Beloit extended proactivity into campus development. Last February the college dedicated a new student union and recreation center, ‘The Powerhouse’, an adaptive reuse of a former power generation plant. This is one of the most significant adaptive reuse and historic preservation projects on a college campus today.
Proactivity was a necessity. Like many liberal arts colleges, Beloit has seen enrollments, retention and graduation rates trend downward in recent years.
In 2015 the college welcomed 392 freshmen. Seventy-four percent graduated on time. But four years later, before the pandemic, Beloit welcomed 259. Freshman retention slowly slipped. Eighty-eight percent of the freshmen who arrived in 2015 returned for their sophomore year. But over a fifth of the classes that arrived in 2017 and 2018 did not, and their first-year numbers were smaller. However, 90 percent of the Class of 2023 is back. But the class of 2024 has only 187 students. No doubt the pandemic can be blamed for the small freshman class. But the college also had to realize that its brand was fading, hence the Action Plan. To their credit, the students have updated their Statement of Culture to take shared responsibility during the pandemic, enabling the campus to be open this fall.

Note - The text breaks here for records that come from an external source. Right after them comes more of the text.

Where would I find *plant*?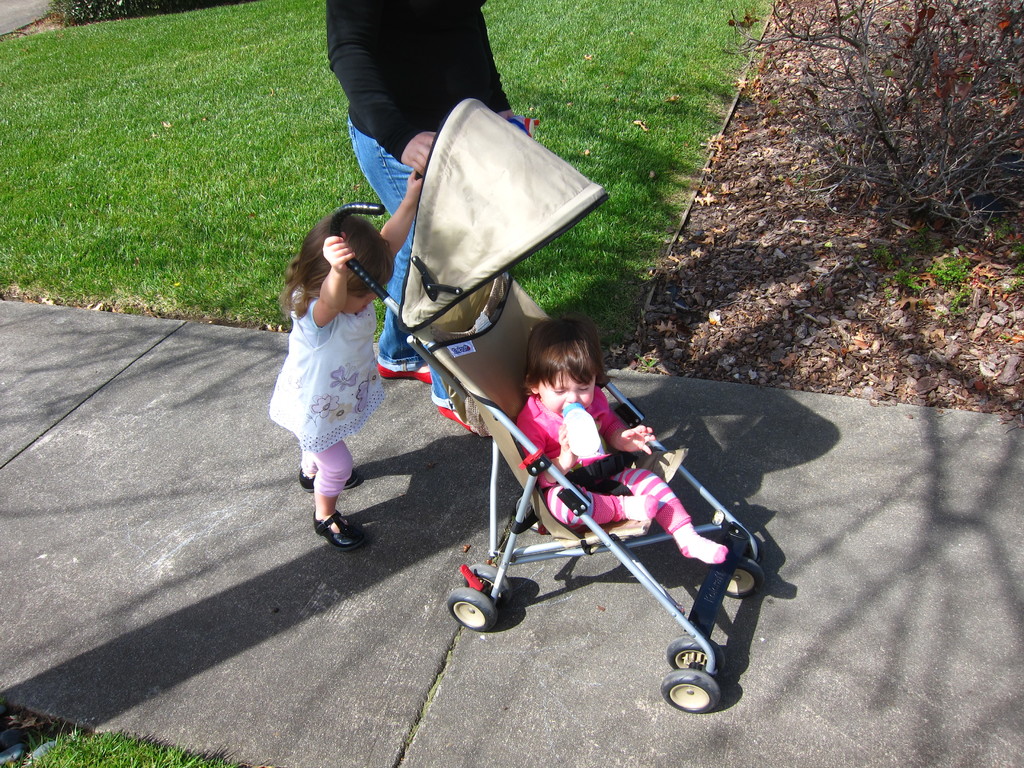
At x1=0 y1=716 x2=250 y2=767.
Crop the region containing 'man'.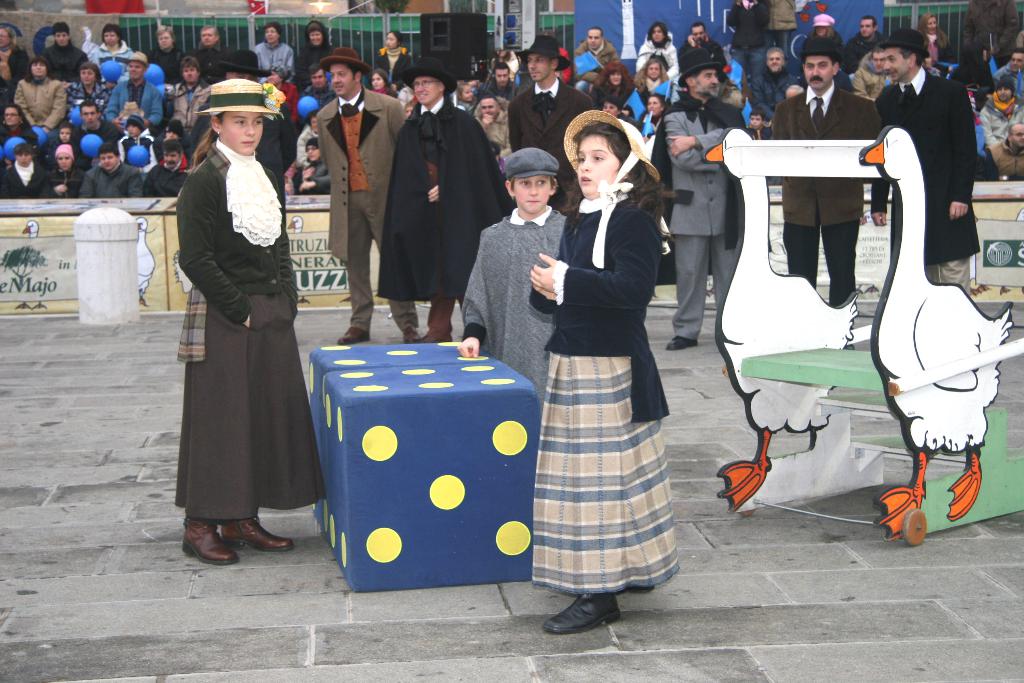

Beloit has a sticker price of nearly $63,000. So, I have no doubt that prospective students from Wisconsin and the neighboring states will welcome the Flagship Match. But Beloit College has been generous with merit and need-based aid before.
In 2019-20, the college met, on average, 95 percent of need. The average need-based scholarship covered over three-quarters of tuition. Merit-based awards averaged 70 percent. I doubt that I could walk across the Beloit College campus and bump into a student who did not have a scholarship. On average, graduates in the Class of 2019 who took out loans owed less than $24,000. That’s $3,000 less than the maximum they could have borrowed under the Federal Student Loan Program. It’s probably less than they would have owed if they went to Home State U.
So, we have a private school that takes college affordability quite seriously, knows its target students, and realized that it had to be proactive to rebuild its brand. I wish that more colleges were like this. But they have to have the people and the heart to make it all work. Apparently, Beloit College has both.
Please listen to my conversation with Erin Guth. Learn more about how Beloit fits under my definition of a Good College.
Need help on the journey to college? Contact me at stuart@educatedquest.com or call me at 609-406-0062.
Want to know more about me? Check out these podcasts!
Listen to my talk, College Is A Learning AND Living Community, hosted by Dr. Cynthia Colon from Destination YOUniversity on Voice of America Radio!
Listen to my talk, What Exactly Is a Good College? hosted by test-prep experts Amy Seeley and Mike Bergin on Tests And The Rest!